The hardest challenge is autonomous vehicle development isn’t technical – it’s raising enough money to keep going 💸
The hardest technical challenge, however, is determining when you are ready to remove the safety driver and let the system operate on its own. Once you’re able to make that assessment, the task list to get to “ready” becomes clear, and progress is steady.
Kodiak just published a blog post on two of the major tools we use to determine when we are ready to “go driverless.” We use these tools every day, and we’ve used them to go driverless in an increasing range of domains. We’re using them to prepare to go driverless on the highway.
The tools are heavily dependent on probability and statistics. The first tool, in fact, we call “probabilistic risk assessment.”
In simple terms, the Kodiak PRA decomposes scenarios into three primary factors:
- Scenario Exposure: How often does our vehicle encounter this type of operating scenario?
- Collision Likelihood: Given that our vehicle encounters this operating scenario, how likely is it that a collision occurs?
- Severity of Collisions: How severe would the collision in this scenario be?
The second tool is called “Breakpoint.” This tool feeds values into the three factors of the PRA:
BreakPoint deliberately injects realistic, time-varying errors onto the signals that flow through the autonomy system in order to ensure that the autonomy system still drives safely in both normal and extreme conditions. Better yet, BreakPoint actively guides its search adversarially, actively trying to drive our system into a “collision” situation, thus helping us discover autonomy failure modes. Then, BreakPoint tooling helps us estimate the risk associated with this failure mode, and this information flows directly into our PRA.
If you’re interested in solving the hardest technical challenge in autonomous vehicle development, you should read the blog post.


▶ _Your assignment_:
Whenever the word "panel" turns up in a line of the data below, copy that line.

▶ _Input for this task_:
━━━━━━
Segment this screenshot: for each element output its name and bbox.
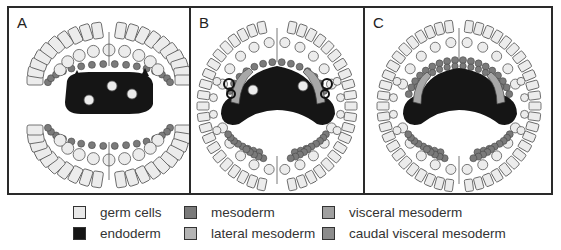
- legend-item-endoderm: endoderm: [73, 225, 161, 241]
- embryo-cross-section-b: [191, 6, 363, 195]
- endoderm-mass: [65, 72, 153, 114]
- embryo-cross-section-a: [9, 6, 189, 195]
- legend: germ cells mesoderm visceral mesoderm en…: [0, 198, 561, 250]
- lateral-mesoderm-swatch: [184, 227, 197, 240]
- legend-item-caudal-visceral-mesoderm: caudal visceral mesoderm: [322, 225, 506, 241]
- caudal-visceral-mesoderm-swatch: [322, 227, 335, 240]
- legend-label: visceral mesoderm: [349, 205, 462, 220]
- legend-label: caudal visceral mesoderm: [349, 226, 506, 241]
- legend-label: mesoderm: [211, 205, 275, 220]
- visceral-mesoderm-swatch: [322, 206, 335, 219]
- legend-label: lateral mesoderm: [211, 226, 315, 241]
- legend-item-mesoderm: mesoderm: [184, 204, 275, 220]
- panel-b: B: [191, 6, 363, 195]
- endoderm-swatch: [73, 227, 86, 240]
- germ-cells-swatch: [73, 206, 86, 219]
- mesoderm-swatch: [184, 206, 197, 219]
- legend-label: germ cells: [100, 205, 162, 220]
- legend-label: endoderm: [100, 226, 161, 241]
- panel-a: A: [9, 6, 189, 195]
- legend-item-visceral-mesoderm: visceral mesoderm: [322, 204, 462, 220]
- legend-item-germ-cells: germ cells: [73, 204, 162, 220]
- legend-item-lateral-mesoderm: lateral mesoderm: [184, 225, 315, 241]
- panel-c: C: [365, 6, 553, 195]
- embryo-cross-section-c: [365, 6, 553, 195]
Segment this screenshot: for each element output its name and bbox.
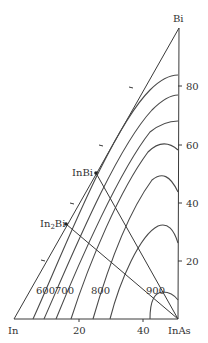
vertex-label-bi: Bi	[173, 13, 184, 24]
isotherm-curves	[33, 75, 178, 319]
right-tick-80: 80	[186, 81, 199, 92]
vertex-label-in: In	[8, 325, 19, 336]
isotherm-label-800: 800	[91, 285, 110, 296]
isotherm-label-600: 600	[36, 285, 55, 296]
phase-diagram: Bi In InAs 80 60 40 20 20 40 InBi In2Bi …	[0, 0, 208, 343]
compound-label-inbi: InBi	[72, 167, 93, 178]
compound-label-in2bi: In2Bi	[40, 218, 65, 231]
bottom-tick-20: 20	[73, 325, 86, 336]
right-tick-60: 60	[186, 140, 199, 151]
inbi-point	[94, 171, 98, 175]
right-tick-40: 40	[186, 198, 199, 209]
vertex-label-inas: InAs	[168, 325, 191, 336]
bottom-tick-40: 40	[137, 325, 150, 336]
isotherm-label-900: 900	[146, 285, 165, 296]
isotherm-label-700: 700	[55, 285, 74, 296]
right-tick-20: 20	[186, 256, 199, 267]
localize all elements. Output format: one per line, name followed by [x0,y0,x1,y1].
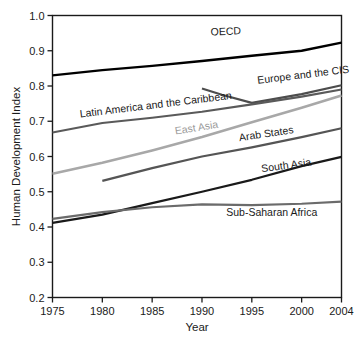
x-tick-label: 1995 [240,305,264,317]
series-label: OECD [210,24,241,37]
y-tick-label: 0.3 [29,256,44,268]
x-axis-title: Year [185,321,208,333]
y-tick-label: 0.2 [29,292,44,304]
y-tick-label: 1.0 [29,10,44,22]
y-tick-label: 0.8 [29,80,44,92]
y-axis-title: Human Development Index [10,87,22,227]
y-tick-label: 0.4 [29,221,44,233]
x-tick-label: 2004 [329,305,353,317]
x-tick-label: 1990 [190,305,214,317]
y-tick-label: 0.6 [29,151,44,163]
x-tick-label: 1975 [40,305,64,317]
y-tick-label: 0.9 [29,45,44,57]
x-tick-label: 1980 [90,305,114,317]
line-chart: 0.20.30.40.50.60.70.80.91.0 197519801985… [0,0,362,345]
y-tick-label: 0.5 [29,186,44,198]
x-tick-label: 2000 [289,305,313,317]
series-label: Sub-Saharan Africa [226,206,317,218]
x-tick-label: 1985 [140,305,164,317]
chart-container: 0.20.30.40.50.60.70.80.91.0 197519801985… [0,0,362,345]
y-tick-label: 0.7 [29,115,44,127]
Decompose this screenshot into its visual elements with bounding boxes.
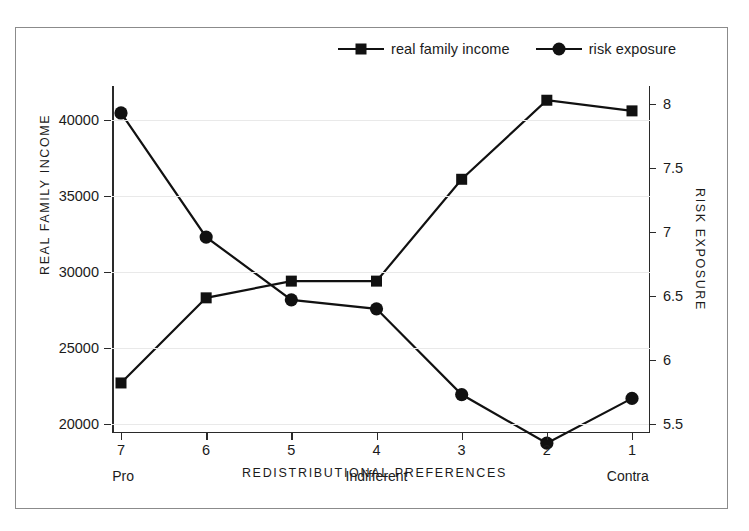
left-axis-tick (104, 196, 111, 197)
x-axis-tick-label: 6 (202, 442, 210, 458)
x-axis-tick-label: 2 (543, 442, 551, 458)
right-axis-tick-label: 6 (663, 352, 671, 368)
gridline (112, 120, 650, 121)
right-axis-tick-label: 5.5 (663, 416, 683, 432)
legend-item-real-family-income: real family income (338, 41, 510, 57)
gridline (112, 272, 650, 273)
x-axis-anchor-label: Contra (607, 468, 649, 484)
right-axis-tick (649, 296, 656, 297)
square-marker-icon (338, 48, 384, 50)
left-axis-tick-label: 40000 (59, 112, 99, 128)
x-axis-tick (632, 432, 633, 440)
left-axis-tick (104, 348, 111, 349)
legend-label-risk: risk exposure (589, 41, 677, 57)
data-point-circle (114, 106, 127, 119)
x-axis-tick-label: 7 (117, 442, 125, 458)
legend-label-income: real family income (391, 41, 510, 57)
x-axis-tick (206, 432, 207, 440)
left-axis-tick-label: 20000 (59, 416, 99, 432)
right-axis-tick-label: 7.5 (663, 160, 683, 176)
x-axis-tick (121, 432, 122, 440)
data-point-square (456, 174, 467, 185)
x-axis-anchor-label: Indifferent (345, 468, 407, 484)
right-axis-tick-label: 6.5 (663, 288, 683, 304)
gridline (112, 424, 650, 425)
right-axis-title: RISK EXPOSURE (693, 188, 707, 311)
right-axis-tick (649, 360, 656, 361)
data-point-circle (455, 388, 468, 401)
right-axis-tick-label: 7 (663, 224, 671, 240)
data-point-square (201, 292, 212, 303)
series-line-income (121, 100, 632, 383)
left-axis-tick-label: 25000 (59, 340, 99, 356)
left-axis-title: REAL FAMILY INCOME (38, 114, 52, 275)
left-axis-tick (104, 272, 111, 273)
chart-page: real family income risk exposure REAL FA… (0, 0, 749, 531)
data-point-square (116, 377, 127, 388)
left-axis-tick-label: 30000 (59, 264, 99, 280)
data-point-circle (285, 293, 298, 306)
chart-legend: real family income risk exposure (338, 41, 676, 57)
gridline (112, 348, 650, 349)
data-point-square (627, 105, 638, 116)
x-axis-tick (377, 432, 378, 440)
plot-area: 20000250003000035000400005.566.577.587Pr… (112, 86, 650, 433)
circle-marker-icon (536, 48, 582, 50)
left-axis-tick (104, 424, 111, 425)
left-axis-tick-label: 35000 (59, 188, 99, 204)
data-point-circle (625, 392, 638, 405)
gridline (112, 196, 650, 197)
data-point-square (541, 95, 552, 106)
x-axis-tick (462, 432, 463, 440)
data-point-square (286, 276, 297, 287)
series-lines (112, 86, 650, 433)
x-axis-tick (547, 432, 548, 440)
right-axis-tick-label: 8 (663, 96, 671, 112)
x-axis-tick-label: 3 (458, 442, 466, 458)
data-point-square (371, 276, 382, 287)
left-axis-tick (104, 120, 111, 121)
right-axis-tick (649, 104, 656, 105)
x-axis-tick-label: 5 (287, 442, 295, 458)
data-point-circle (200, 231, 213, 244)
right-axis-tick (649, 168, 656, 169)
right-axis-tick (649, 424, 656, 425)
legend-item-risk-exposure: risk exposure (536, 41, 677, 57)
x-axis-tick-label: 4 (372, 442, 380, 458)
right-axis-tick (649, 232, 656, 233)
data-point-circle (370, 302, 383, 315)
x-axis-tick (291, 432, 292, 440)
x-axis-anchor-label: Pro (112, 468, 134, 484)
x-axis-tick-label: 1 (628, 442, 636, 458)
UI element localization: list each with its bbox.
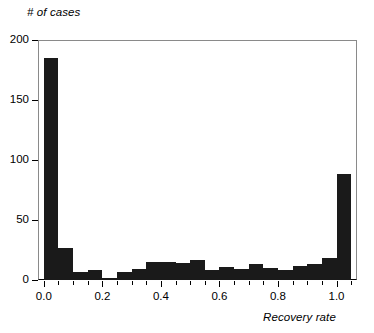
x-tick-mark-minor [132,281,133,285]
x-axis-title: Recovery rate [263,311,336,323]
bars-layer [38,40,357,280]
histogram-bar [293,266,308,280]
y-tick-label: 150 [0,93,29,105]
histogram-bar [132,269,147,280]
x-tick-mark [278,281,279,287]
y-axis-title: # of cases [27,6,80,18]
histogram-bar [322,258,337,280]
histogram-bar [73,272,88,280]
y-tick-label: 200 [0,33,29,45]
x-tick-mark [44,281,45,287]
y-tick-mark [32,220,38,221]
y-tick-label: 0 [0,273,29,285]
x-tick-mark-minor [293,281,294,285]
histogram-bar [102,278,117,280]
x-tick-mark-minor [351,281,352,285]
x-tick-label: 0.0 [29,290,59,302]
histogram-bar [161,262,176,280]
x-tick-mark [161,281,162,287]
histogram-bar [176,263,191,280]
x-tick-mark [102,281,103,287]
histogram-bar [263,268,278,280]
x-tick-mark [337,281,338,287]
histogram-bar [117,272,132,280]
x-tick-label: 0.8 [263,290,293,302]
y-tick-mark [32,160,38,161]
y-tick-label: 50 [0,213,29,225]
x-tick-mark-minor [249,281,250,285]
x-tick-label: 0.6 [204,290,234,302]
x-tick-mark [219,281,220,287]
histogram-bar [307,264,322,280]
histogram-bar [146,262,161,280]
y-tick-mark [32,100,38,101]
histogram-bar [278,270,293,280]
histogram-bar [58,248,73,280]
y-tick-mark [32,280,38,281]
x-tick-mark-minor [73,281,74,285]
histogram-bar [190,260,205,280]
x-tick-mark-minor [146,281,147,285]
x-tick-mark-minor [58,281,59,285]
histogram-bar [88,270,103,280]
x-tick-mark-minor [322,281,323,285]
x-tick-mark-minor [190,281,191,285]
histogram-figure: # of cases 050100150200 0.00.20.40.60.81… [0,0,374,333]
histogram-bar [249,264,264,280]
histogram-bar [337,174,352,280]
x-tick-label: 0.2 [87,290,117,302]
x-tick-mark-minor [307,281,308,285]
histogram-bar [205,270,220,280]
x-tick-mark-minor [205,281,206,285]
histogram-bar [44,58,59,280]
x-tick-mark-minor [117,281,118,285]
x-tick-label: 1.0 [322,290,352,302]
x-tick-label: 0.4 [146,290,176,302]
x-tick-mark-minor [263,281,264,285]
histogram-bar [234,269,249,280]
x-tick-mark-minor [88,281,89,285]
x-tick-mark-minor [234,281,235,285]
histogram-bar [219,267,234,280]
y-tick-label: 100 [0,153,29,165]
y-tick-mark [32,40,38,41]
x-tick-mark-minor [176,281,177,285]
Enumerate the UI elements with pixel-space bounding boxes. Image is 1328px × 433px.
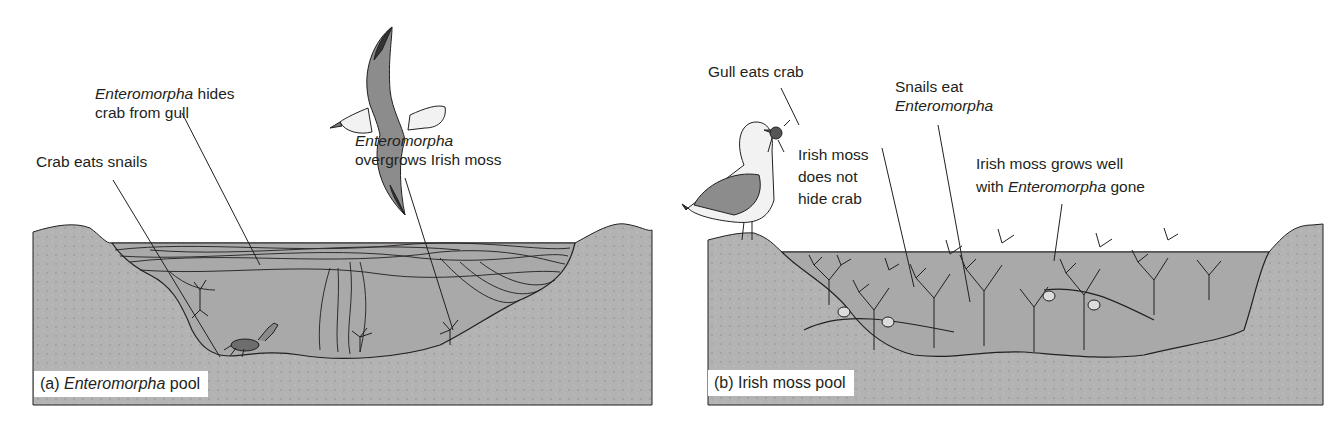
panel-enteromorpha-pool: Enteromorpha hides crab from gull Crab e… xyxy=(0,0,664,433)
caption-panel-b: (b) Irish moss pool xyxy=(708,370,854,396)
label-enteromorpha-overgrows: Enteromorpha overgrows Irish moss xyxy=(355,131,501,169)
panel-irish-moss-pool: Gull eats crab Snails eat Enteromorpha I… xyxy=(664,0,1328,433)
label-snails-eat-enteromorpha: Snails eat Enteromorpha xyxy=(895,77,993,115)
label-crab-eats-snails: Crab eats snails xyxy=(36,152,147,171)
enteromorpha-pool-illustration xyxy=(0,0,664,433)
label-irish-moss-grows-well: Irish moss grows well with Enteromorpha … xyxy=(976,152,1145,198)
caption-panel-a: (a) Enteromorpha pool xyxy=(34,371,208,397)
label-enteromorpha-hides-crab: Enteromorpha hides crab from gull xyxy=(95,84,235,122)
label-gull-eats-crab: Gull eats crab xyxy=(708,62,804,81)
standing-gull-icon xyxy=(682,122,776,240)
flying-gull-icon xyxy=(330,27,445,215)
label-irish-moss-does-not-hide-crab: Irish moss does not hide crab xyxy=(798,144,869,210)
━━━━━━
▶ _Response box_:
- panel-b: B: [191, 6, 363, 195]
- panel-a: A: [9, 6, 189, 195]
- panel-c: C: [365, 6, 553, 195]
panel-enteromorpha-pool: Enteromorpha hides crab from gull Crab e… xyxy=(0,0,664,433)
caption-panel-b: (b) Irish moss pool xyxy=(708,370,854,396)
panel-irish-moss-pool: Gull eats crab Snails eat Enteromorpha I… xyxy=(664,0,1328,433)
caption-panel-a: (a) Enteromorpha pool xyxy=(34,371,208,397)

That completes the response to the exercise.